Not Oprah’s Book Club: Manning Up

As I mentioned last week, I had the unfortunate synchronicity to be reading Kay Hymowitz’s new book, Manning Up: How the Rise of Women Has Turned Men into Boys, at the same time that I was sitting behind a gaggle of child-men, as she calls them, on an airplane. It was hard not to look up from a passage like this–“Crudity is at the heart of the child-man persona”–and feel like I was witnessing her words manifesting right before my eyes. As she also wrote, “That sound you hear? That’s women not laughing.”

So Hymowitz (of the conservative Manhattan Institute) no doubt has a sense of humor, a fierce grasp on historical research (she puts this whole thing into centuries of perspective), and a powerful argument. The rise of perfect girl culture, she believes, has directly coincided with a new anxiety among young men who don’t know what it looks like to be a fulfilled adult, and therefore, cling to a binge drinking, Maxim-reading, Judd Apatow-lovin’ adolescence. “The child-man,” she writes, “is the fun house mirror image of the alpha girl.” She goes on to ask a critical question for our feminism-in-the-water time: “Why aren’t young men evolving into postfeminist mensches? Let us count the reasons: demographic, economic, technological, cultural–and hormonal.”

Some of the reasons she counts seem painfully accurate. She writes that much of child-man’s confusion stems from his disconnect from family: “One thing above all separates his forefathers from him: they knew they were going to be tied to, and responsible for, a family. He does not.” We marry later and less, and women bring home the bacon and sometimes even reproduce on their own. This displaces the traditional dude in all kinds of ways. I don’t think this is a call for the return to traditional families, but a moment for transformation, as guys like Jeremy Adam Smith argue.

Some reasons feel like overstatement and oversimplification. For example, Hymowitz repeatedly falls back on the argument that the sexes really aren’t that unequal anymore, and therefore, men are floundering. Countering any backlash theories, she writes, “It’s hard to see where these guys might have gotten the idea that they would be twenty-first-century overlords.” Um, really? Have you seen data on gender parity in Congress or among Fortune 500 CEOs lately? Read the New York Times victim-blaming reportage on rape or frat boys dehumanizing emails about women run amuck? Boys may not grow up thinking they are destined to be “overlords,” but I think we still live in a world that primes guys to think that they are entitled to power and even dominance in some pretty major ways.

The most important reason is this:

The child-man…is the lost son of a host of economic and cultural changes: the demographic shift I call preadulthood, the Playboy philosophy, feminism, the wild west of our new media and a shrugging iffiness on the subject of husbands and fathers. He has no life script, no speak reason to grow up.

Bingo, sister. I feel for these guys. I’m friends with many of them. I see the way they feel lost at sea in composing a fulfilling, enlightened male life. They strike me as deeply divided–on the one hand, I see their capacity for taking full advantage of all of feminism’s insights about liberation from gender roles, and on the other, they get sucked back into a shallow culture of insecure jokesterism, navel-gazing, and fear. I think the real question is, how can men become whole again?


§ What to produce
Your answer is a copy of every line in the records where "name" appears.

§ Input data
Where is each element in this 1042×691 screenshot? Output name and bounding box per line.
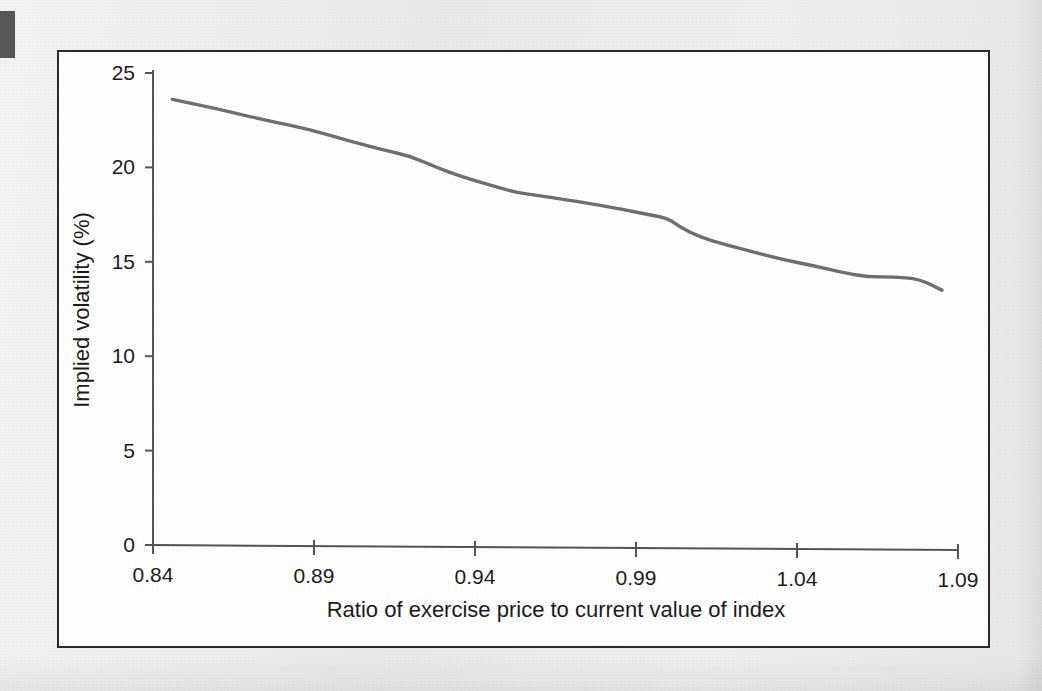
scanned-page: 0510152025 0.840.890.940.991.041.09 Rati… — [0, 0, 1042, 691]
figure-frame: 0510152025 0.840.890.940.991.041.09 Rati… — [57, 50, 990, 648]
scan-shadow-bottom — [0, 657, 1042, 691]
y-tick-label: 0 — [123, 533, 135, 556]
y-tick-label: 5 — [123, 439, 135, 462]
x-tick-label: 0.99 — [616, 566, 657, 589]
x-tick-label: 0.84 — [133, 563, 174, 586]
x-tick-label: 0.89 — [294, 564, 335, 587]
y-tick-label: 10 — [112, 344, 135, 367]
y-tick-label: 25 — [112, 61, 135, 84]
volatility-skew-chart: 0510152025 0.840.890.940.991.041.09 Rati… — [59, 52, 988, 646]
x-axis-title: Ratio of exercise price to current value… — [327, 597, 786, 622]
y-tick-label: 15 — [112, 250, 135, 273]
x-tick-label: 1.04 — [777, 567, 818, 590]
x-axis-line — [153, 545, 958, 550]
x-axis-tick-labels: 0.840.890.940.991.041.09 — [133, 563, 979, 591]
y-axis-title: Implied volatility (%) — [69, 212, 94, 408]
y-tick-label: 20 — [112, 155, 135, 178]
y-axis-tick-labels: 0510152025 — [112, 61, 135, 556]
implied-volatility-line — [172, 99, 942, 290]
x-tick-label: 1.09 — [938, 568, 979, 591]
page-edge-mark — [0, 11, 15, 58]
scan-shadow-right — [1016, 0, 1042, 691]
x-tick-label: 0.94 — [455, 565, 496, 588]
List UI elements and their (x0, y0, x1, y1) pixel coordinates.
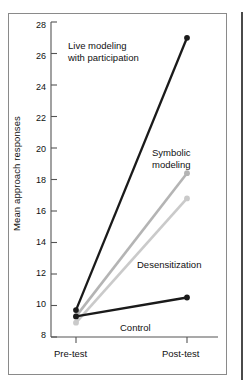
annotation-live-modeling: Live modeling with participation (68, 40, 139, 63)
annotation-symbolic-modeling-line1: Symbolic (152, 147, 191, 159)
live-modeling-point-posttest (184, 35, 190, 41)
series-symbolic-modeling (73, 170, 190, 319)
annotation-symbolic-modeling-line2: modeling (152, 159, 191, 171)
symbolic-modeling-point-posttest (184, 170, 190, 176)
control-point-posttest (184, 295, 190, 301)
control-line (76, 298, 187, 317)
axis-lines (51, 22, 218, 337)
x-tick-label-posttest: Post-test (162, 348, 200, 359)
live-modeling-point-pretest (73, 307, 79, 313)
x-tick-label-pretest: Pre-test (54, 348, 87, 359)
series-live-modeling (73, 35, 190, 313)
annotation-live-modeling-line2: with participation (68, 52, 139, 64)
annotation-symbolic-modeling: Symbolic modeling (152, 147, 191, 170)
y-axis-ticks (51, 22, 57, 337)
desensitization-point-pretest (73, 320, 79, 326)
annotation-control: Control (120, 322, 151, 334)
annotation-desensitization: Desensitization (137, 259, 201, 271)
symbolic-modeling-line (76, 173, 187, 316)
annotation-live-modeling-line1: Live modeling (68, 40, 139, 52)
desensitization-point-posttest (184, 196, 190, 202)
x-axis-ticks (76, 337, 187, 343)
control-point-pretest (73, 314, 79, 320)
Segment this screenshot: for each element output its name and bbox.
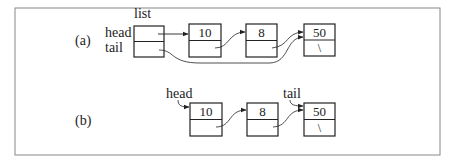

§ Answer box
Where is each element in this 1042×691 screenshot? Output name and bounding box per line.
Segment this screenshot: for each element output its name and bbox.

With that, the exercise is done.